Dear St. Peter’s Parish Community:
I have some challenging news to bring you all as members of this community. It is with mixed emotions that I share with you I have submitted my letter of resignation to our vestry. My last Sunday with you will be July 20th. I have accepted a call to serve as the next rector of St. John’s, Ellicott City, beginning on September 1.
Thank you for your invitation to join this community: to be a priest, a pastor, and a co-laborer with you. I cannot adequately express how grateful I am to have served as your rector over these last four years.
Discernment in ministry is an ongoing and sometimes surprising journey. In my experience, we rarely can predict the paths we will walk or what comes to us along the way. This decision is one I came to with much prayer, spiritual conversation, and deep wrestling. I feel clear that God is calling me into something new in this next season of ministry—not better, simply different. And I carry with me the grace and weight of all I’ve experienced with you. You all have taught me so much about what it means to serve.
I’ve been honored, humbled, stretched, and blessed to serve alongside you. We are fellow ministers in this beautiful, messy, and holy thing called Church. And as we enter a new way of relating to one another in that work, we remain fellow ministers in Christ’s church.
We’ve done some difficult and joyful work together: regathering from the pandemic, engaging more deeply in our OEC parish community, listening to one another to clarify a sense of missional identity, welcoming many new members and friends, and developing healthier and more sustainable ways of doing ministry. You all have encouraged and challenged me to be a more faithful follower of Jesus and a better priest. And you’ve welcomed and loved my family. I will be forever grateful for my time with you.
As we prepare for this transition, I will continue to serve as your priest and pastor. I hope we can connect with one another to give thanks for the work of God amongst us and practice hope for what comes next. The grief of saying goodbye is important to tend to in this time.
The wardens and vestry, along with our diocesan staff, are already preparing for this process of transition. You will be well-supported, and they will share more information with you in the coming days.
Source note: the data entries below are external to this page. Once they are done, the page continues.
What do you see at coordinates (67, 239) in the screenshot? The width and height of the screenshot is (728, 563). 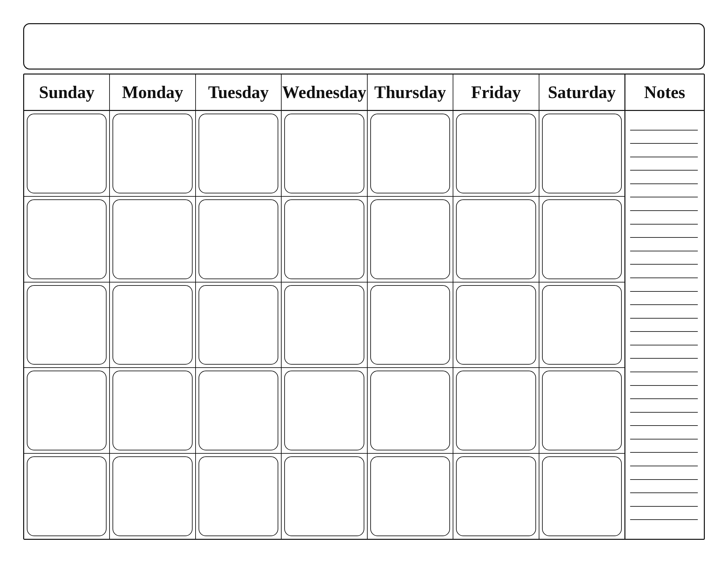 I see `cell-2-sun` at bounding box center [67, 239].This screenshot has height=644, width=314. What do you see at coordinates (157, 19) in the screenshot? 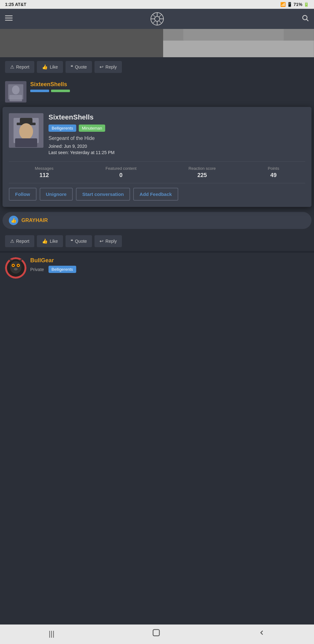
I see `site-logo` at bounding box center [157, 19]. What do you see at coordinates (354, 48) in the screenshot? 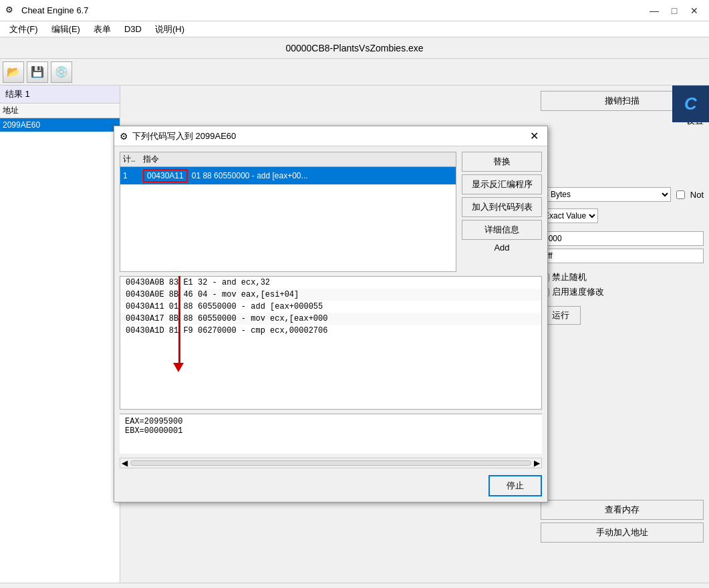
I see `process-title-bar: 00000CB8-PlantsVsZombies.exe` at bounding box center [354, 48]. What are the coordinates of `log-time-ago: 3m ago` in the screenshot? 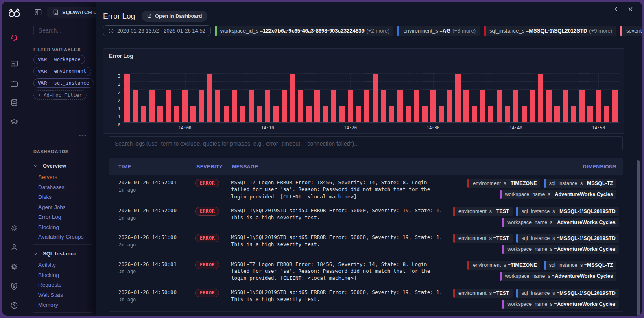 It's located at (156, 272).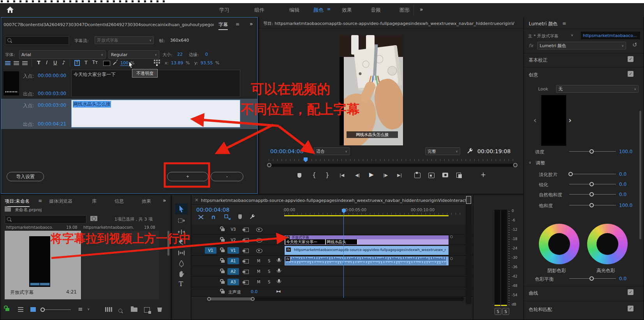 This screenshot has width=644, height=320. I want to click on in-value: 00:00:03:00, so click(52, 105). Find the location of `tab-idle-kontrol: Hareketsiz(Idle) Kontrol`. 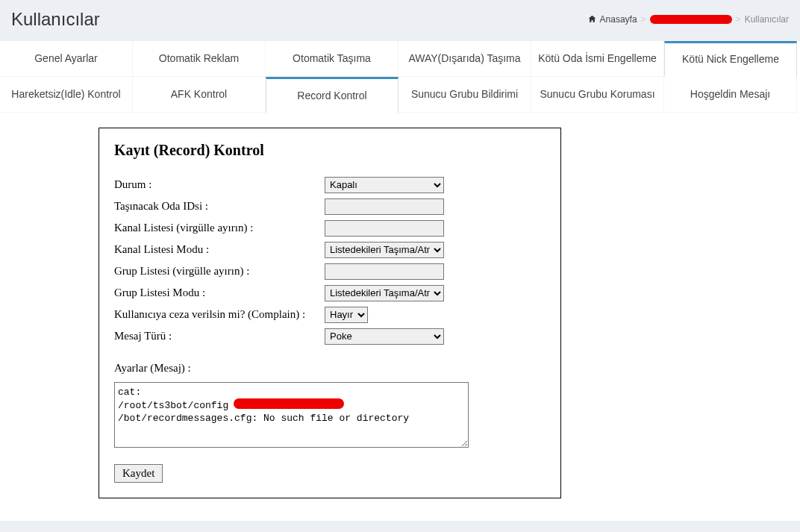

tab-idle-kontrol: Hareketsiz(Idle) Kontrol is located at coordinates (66, 95). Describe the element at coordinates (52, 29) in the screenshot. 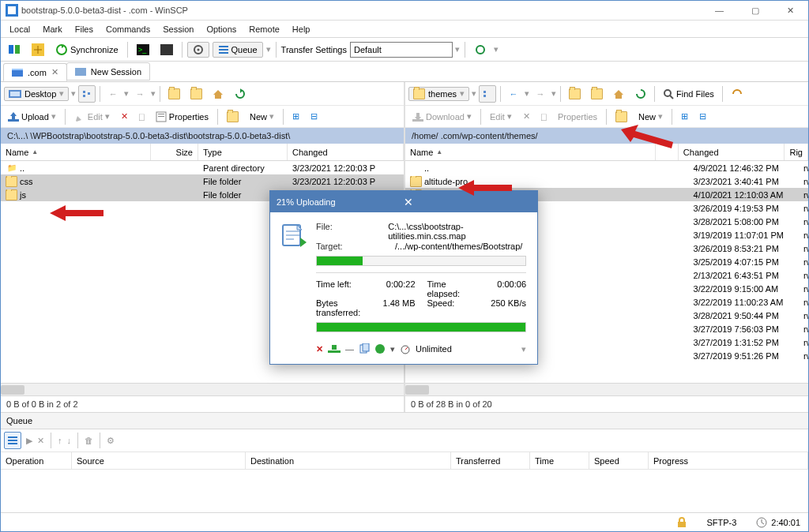

I see `menu-mark: Mark` at that location.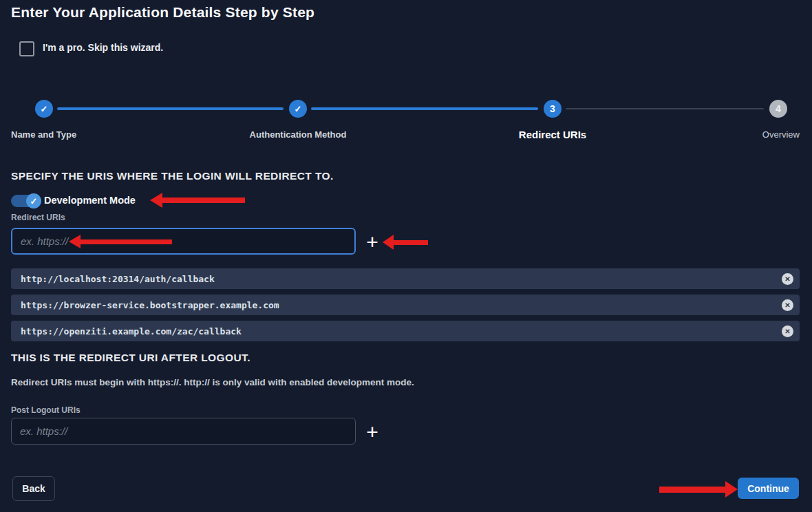 The image size is (812, 512). Describe the element at coordinates (183, 431) in the screenshot. I see `post-logout-uri-input` at that location.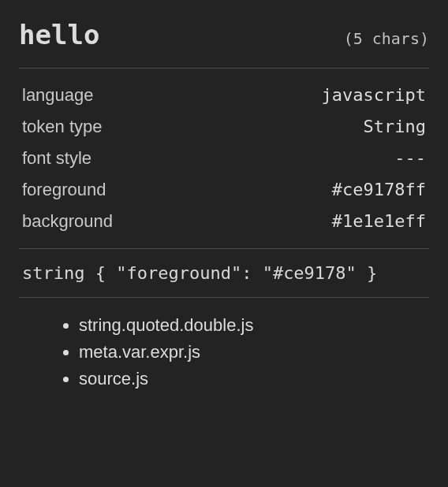  What do you see at coordinates (374, 95) in the screenshot?
I see `property-value: javascript` at bounding box center [374, 95].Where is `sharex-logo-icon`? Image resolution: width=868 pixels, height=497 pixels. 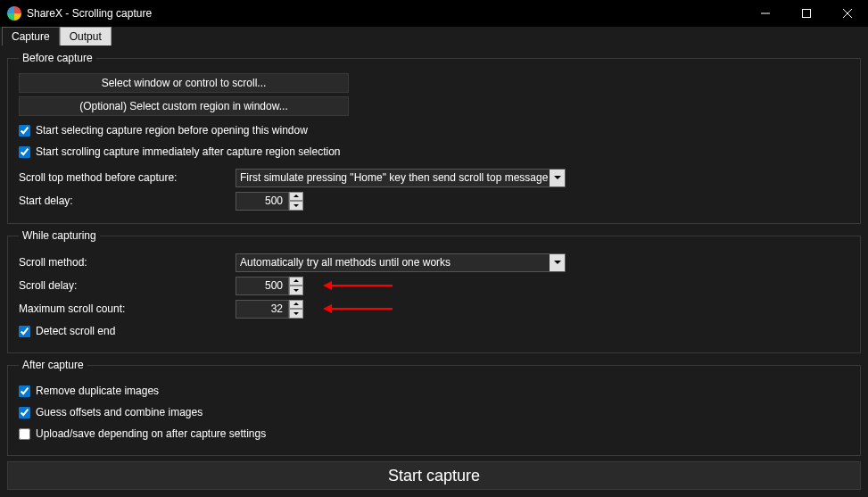
sharex-logo-icon is located at coordinates (14, 13).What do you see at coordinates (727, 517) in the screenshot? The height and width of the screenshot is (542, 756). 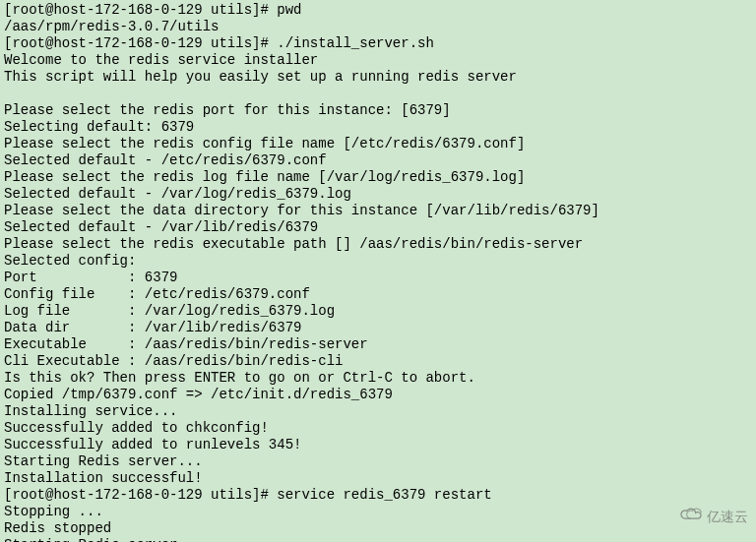 I see `watermark-text: 亿速云` at bounding box center [727, 517]. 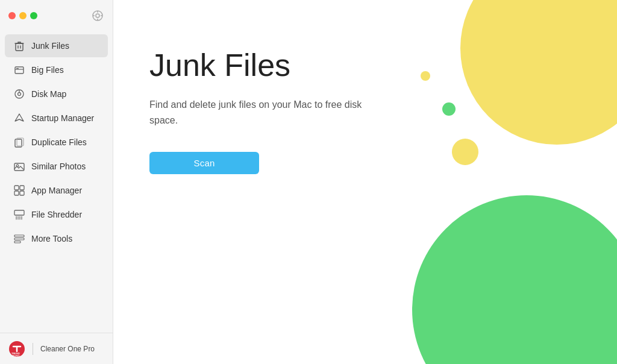 What do you see at coordinates (57, 94) in the screenshot?
I see `sidebar-item-disk-map: Disk Map` at bounding box center [57, 94].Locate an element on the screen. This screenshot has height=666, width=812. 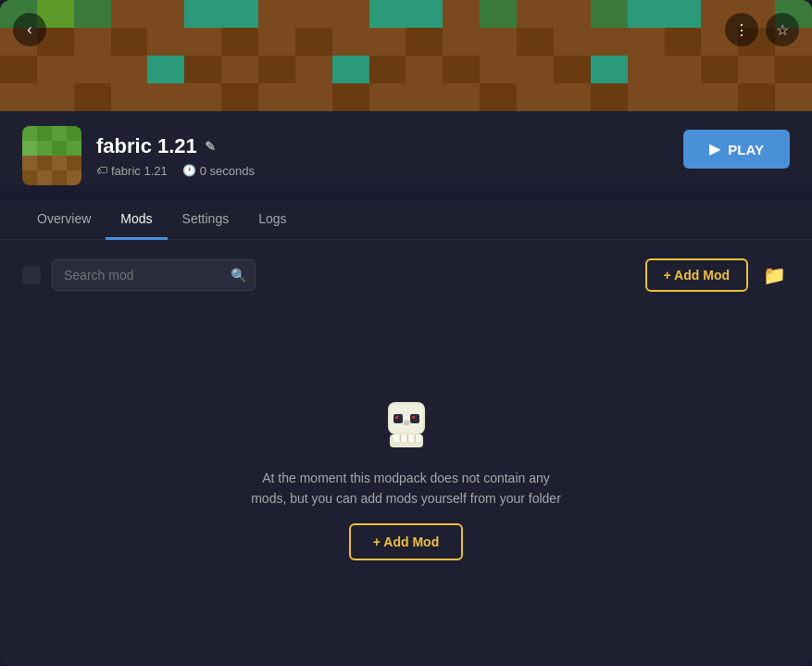
time-meta: 🕐 0 seconds is located at coordinates (219, 170).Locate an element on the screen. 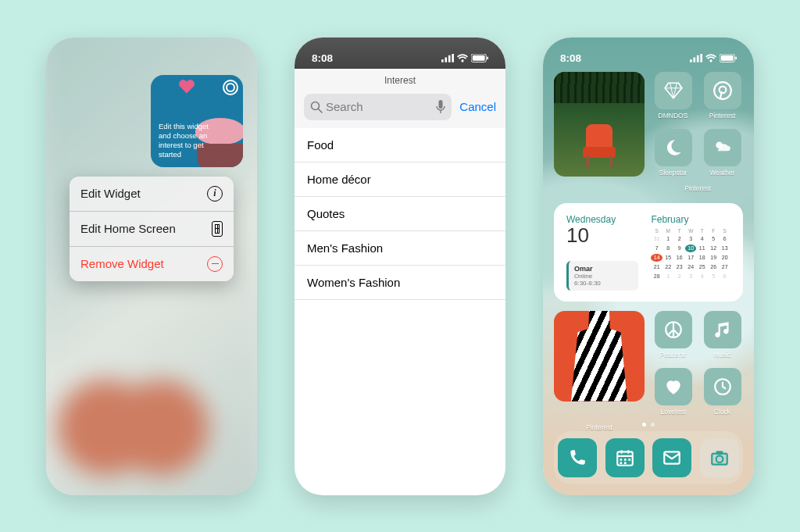 This screenshot has height=532, width=800. pinterest-widget-fashion is located at coordinates (599, 356). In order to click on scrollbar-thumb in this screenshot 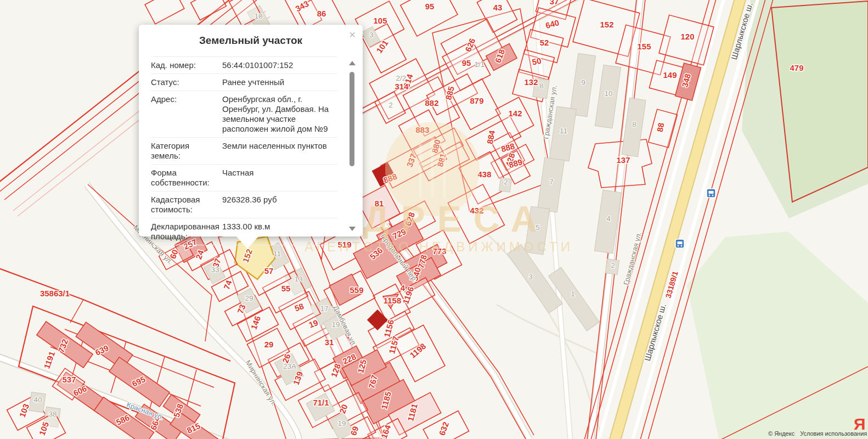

A message from Bill Rodney, our Senior Warden, is below, following my letter.
God’s work at St. Peter’s now continues in new and yet-to-be discovered ways. I will continue to hold you in prayer and ask that you do the same for me, Kara, and Easton.
As I have been praying for you, this blessing from the author of Hebrews resounds in my heart:
“Now may the God of peace, who brought back from the dead our Lord Jesus, the great shepherd of the sheep, by the blood of the eternal covenant, make you complete in everything good so that you may do his will, as he works among us that which is pleasing in his sight, through Jesus Christ, to whom be the glory forever. Amen.”
May our one God—Father, Son, and Holy Spirit—the God of Resurrection, the Good Shepherd, and the Life-Giving Spirit, bless, keep, and sustain you, now and forevermore. Amen.